The art of gas welding and Propane welding
- Alexander Serfontein

- Oct 27, 2020
- 2 min read
Gas welding is a welding process whereby you melt metals to each other by heating them with a flame caused by a reaction of fuel gas and oxygen. The most commonly used method is Oxyacetylene welding, due to its high flame temperature. You will use flux to de-oxidize and cleanse the metal you intend to weld.
Here at our workshop we use a OXYLPG gas mixture, or commonly known as propane. This is similar to the Oxyacetylene welding but the acetylene gets replaced with LPG (Liquid Petroleum Gas). This is the stuff you use in your house for the gas stove, although it burns at a lower flame temperature than acetylene, when finally mixed with oxygen into what we call propane it can do the job. It is not a accepted method of gas welding because in the Oxyacetylene welding method the burning acetylene in oxygen creates a cleansing area for the metal. The Oxyacetylene welding burns at a higher temperature as well making it better for welding. You can read more of the differences and why you should use oxyacetylene welding instead of OXYLPG here. I am merrily sharing a tip and experience.

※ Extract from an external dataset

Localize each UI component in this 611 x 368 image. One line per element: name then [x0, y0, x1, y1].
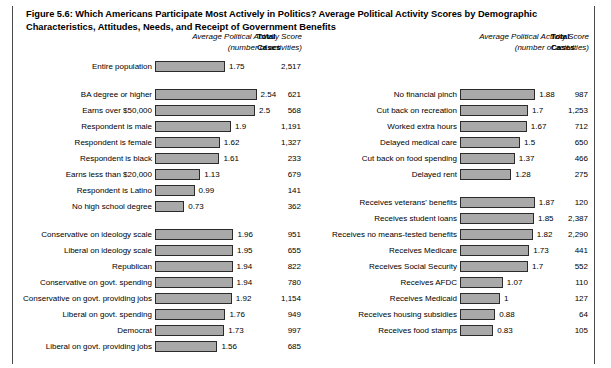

However with us it is a tried and tested method that seems to work perfectly. Some notes will be:
you will have to change your mixer to actually mix propane. I made that mistake and could not work for the whole day. A bit of research and talking to the scrap yards who use this method , I finally had the right tool for the job.
The fact that we use this only on car bodies is also important as the metal thickness is so little that the flame issue disappears with it.
Stay away from precision cutting wit OXYLPG
The secret to this whole process is that you need to set the flame as hot as possible and then patiently and gradually heat your weld surface. Introduce a lot flux before melting your metals together and you will have it done at a way cheaper rate.
The pro's to this change is that I save N$1400 per refill and I have no bottle rental fee. The mathematics add up. The con to this art is that only a very experienced welder with enough patience to relearn will master this art. Precision cutting with propane gas is physically impossible as the flame is larger and not so controlled.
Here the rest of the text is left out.